EXERCISE.
Your task is to give the data again, exactly, with every line intact.
*** Block opens ***
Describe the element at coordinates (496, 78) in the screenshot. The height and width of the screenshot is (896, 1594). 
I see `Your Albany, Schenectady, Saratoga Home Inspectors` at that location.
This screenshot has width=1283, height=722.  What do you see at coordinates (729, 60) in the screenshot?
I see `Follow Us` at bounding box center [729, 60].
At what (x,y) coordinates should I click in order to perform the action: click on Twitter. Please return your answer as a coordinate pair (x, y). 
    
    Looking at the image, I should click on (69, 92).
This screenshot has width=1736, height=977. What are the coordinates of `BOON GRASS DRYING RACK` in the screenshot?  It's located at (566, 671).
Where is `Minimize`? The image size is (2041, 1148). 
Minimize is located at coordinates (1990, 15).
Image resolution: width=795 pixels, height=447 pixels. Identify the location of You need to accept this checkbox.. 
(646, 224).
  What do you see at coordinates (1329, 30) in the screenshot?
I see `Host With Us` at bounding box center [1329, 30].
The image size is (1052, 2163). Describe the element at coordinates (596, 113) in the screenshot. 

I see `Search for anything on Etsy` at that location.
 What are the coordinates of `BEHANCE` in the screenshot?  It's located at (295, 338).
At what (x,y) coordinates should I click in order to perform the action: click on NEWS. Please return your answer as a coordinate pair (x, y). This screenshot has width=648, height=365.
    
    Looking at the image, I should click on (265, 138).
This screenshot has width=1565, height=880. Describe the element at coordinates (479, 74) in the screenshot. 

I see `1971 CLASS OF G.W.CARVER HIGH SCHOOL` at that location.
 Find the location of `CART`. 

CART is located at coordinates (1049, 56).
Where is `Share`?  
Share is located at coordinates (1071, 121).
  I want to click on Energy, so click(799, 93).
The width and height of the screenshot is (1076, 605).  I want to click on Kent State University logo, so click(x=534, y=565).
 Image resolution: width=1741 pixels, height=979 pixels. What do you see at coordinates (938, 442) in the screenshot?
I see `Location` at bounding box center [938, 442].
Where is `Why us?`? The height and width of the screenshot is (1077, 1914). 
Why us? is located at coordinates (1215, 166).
*** Block closes ***
SOLUTION.
Describe the element at coordinates (496, 78) in the screenshot. The height and width of the screenshot is (896, 1594). 
I see `Your Albany, Schenectady, Saratoga Home Inspectors` at that location.
This screenshot has width=1283, height=722.  What do you see at coordinates (729, 60) in the screenshot?
I see `Follow Us` at bounding box center [729, 60].
At what (x,y) coordinates should I click in order to perform the action: click on Twitter. Please return your answer as a coordinate pair (x, y). 
    
    Looking at the image, I should click on (69, 92).
This screenshot has width=1736, height=977. What are the coordinates of `BOON GRASS DRYING RACK` in the screenshot?  It's located at (566, 671).
Where is `Minimize`? The image size is (2041, 1148). 
Minimize is located at coordinates (1990, 15).
Image resolution: width=795 pixels, height=447 pixels. Identify the location of You need to accept this checkbox.. 
(646, 224).
  What do you see at coordinates (1329, 30) in the screenshot?
I see `Host With Us` at bounding box center [1329, 30].
The image size is (1052, 2163). Describe the element at coordinates (596, 113) in the screenshot. 

I see `Search for anything on Etsy` at that location.
 What are the coordinates of `BEHANCE` in the screenshot?  It's located at (295, 338).
At what (x,y) coordinates should I click in order to perform the action: click on NEWS. Please return your answer as a coordinate pair (x, y). This screenshot has width=648, height=365.
    
    Looking at the image, I should click on (265, 138).
This screenshot has width=1565, height=880. Describe the element at coordinates (479, 74) in the screenshot. 

I see `1971 CLASS OF G.W.CARVER HIGH SCHOOL` at that location.
 Find the location of `CART`. 

CART is located at coordinates (1049, 56).
Where is `Share`?  
Share is located at coordinates (1071, 121).
  I want to click on Energy, so click(799, 93).
The width and height of the screenshot is (1076, 605).  I want to click on Kent State University logo, so click(x=534, y=565).
 Image resolution: width=1741 pixels, height=979 pixels. What do you see at coordinates (938, 442) in the screenshot?
I see `Location` at bounding box center [938, 442].
Where is `Why us?`? The height and width of the screenshot is (1077, 1914). 
Why us? is located at coordinates (1215, 166).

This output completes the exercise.